------ Extracted entries
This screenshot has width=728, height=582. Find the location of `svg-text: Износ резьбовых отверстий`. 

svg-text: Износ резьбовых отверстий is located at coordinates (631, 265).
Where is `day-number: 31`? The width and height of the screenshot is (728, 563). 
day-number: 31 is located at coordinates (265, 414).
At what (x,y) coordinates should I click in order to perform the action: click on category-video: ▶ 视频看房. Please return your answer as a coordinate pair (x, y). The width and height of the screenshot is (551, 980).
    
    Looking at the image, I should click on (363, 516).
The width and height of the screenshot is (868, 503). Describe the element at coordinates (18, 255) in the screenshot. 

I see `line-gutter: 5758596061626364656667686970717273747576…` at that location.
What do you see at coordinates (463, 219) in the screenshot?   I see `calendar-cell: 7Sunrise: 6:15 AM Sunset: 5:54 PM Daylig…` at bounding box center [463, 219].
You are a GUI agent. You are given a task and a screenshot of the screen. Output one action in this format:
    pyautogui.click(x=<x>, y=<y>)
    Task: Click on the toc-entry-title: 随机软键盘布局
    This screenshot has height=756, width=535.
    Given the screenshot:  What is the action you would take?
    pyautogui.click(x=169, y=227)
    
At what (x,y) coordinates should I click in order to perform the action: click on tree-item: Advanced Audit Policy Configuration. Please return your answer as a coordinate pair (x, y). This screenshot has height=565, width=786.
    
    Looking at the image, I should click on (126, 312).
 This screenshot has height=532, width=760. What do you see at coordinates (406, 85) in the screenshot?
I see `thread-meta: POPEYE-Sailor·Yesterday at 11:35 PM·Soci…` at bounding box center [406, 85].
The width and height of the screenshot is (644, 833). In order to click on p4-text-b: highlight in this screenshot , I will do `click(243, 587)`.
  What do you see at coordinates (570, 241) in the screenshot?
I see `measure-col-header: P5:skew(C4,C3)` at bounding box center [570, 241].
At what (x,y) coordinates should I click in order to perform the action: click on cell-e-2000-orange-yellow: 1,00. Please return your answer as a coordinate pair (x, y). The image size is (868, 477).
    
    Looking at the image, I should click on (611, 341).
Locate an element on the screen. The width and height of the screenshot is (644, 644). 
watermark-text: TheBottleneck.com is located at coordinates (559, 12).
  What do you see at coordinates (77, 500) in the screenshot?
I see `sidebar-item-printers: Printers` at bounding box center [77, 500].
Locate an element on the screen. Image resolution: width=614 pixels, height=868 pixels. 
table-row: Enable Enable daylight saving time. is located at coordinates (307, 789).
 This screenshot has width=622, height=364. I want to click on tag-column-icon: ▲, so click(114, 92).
------------
**Task requirements**
This calls for repeating all of the records, character for character.

**Task result**
This screenshot has width=728, height=582. Find the location of `svg-text: Износ резьбовых отверстий`. 

svg-text: Износ резьбовых отверстий is located at coordinates (631, 265).
Where is `day-number: 31`? The width and height of the screenshot is (728, 563). 
day-number: 31 is located at coordinates (265, 414).
At what (x,y) coordinates should I click in order to perform the action: click on category-video: ▶ 视频看房. Please return your answer as a coordinate pair (x, y). The width and height of the screenshot is (551, 980).
    
    Looking at the image, I should click on (363, 516).
The width and height of the screenshot is (868, 503). Describe the element at coordinates (18, 255) in the screenshot. 

I see `line-gutter: 5758596061626364656667686970717273747576…` at that location.
What do you see at coordinates (463, 219) in the screenshot?   I see `calendar-cell: 7Sunrise: 6:15 AM Sunset: 5:54 PM Daylig…` at bounding box center [463, 219].
You are a GUI agent. You are given a task and a screenshot of the screen. Output one action in this format:
    pyautogui.click(x=<x>, y=<y>)
    Task: Click on the toc-entry-title: 随机软键盘布局
    This screenshot has height=756, width=535.
    Given the screenshot:  What is the action you would take?
    pyautogui.click(x=169, y=227)
    
At what (x,y) coordinates should I click in order to perform the action: click on tree-item: Advanced Audit Policy Configuration. Please return your answer as a coordinate pair (x, y). This screenshot has height=565, width=786.
    
    Looking at the image, I should click on (126, 312).
 This screenshot has height=532, width=760. What do you see at coordinates (406, 85) in the screenshot?
I see `thread-meta: POPEYE-Sailor·Yesterday at 11:35 PM·Soci…` at bounding box center [406, 85].
The width and height of the screenshot is (644, 833). In order to click on p4-text-b: highlight in this screenshot , I will do `click(243, 587)`.
  What do you see at coordinates (570, 241) in the screenshot?
I see `measure-col-header: P5:skew(C4,C3)` at bounding box center [570, 241].
At what (x,y) coordinates should I click in order to perform the action: click on cell-e-2000-orange-yellow: 1,00. Please return your answer as a coordinate pair (x, y). The image size is (868, 477).
    
    Looking at the image, I should click on (611, 341).
Locate an element on the screen. The width and height of the screenshot is (644, 644). 
watermark-text: TheBottleneck.com is located at coordinates (559, 12).
  What do you see at coordinates (77, 500) in the screenshot?
I see `sidebar-item-printers: Printers` at bounding box center [77, 500].
Locate an element on the screen. Image resolution: width=614 pixels, height=868 pixels. 
table-row: Enable Enable daylight saving time. is located at coordinates (307, 789).
 This screenshot has width=622, height=364. I want to click on tag-column-icon: ▲, so click(114, 92).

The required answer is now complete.